LASAA, outdoor advertisers set up committee to resolve issues
The Lagos State Signage and Advertisement Agency (LASAA) and the Outdoor Advertising Practitioners have set up a 15-member committee to resolve lingering issues in the industry and chat a new way forward, source has said.
Issues to be addressed by the committee include media buyers, agency rate review, vacant board discount policy; 12.5 percent in the harmonized law, health and safety concerns, structural stability.
The decision to set up the 15-member committee was reached at a stakeholders meeting recently between LASAA and registered Outdoor Advertising Practitioners, under the aegies of Outdoor Advertising Association of Nigeria, OAAN.
The meeting, according to the source held at the head office of LASAA in Ikeja, Lagos, Southwest Nigeria had major outdoor advertising practitioners in the state present.

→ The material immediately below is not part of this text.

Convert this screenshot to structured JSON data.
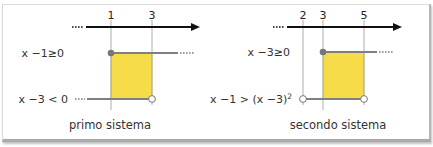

The constituted committee had seven members from OAAN and eight members from LASAA.
Addressing the meeting, Managing Director, LASAA, Mobolaji Sanusi said that in the agency’s effort to improve the relationship between it and outdoor advertising practitioners, it visited some organisations with a view to understanding their challenges and the various problems in the outdoor advertising industry.
He said the meeting was the outcome of the various visits, as LASAA had collated some of the concerns of the outdoor advertising practitioners.
“In our efforts to ensure sanity in the industry, it is important to find lasting solutions to some of the issues that have bedeviled the industry,” he said, adding that the meeting should be an opportunity to strengthen “our relations so that in the end, it is going to be a win-win for all of us.”
One of the critical issues discussed at the meeting was media buyers. The outdoor advertising practitioners, the source said decried a situation whereby major brands, such Glo, Nigeria Brewery, among others, frequently owed the practitioners after their advertising campaigns had been displayed.
President, OAAN, Tunde Adedoyin, lamented that the inability of the advertisers to pay members what was due to them had been a major reason they had not been able to pay LASAA what was due to the agency.
Adedoyin appealed to LASAA to intervene in the matter, which had been so frequent, saying that as long as the advertisers, especially major brands, refused to pay the practitioners, it would be difficult for them to meet up with their commitment to LASAA.
Ify Onu Kwuba of the Nigerian Advertising Service Limited also lamented that the advertisers did not always pay the outdoor practitioners as at when due, saying that was the reason many practitioners were owing LASAA.
“It will be good for LASAA to hold meeting with these brands so that they can pay us on time and for us to meet our obligations to LASAA,” she said.
Responding, LASAA MD, Sanusi said if the agency must assist the practitioners on the issue of media buyers, it must do it within the ambit of the law as LASAA only act as regulator of the industry structure.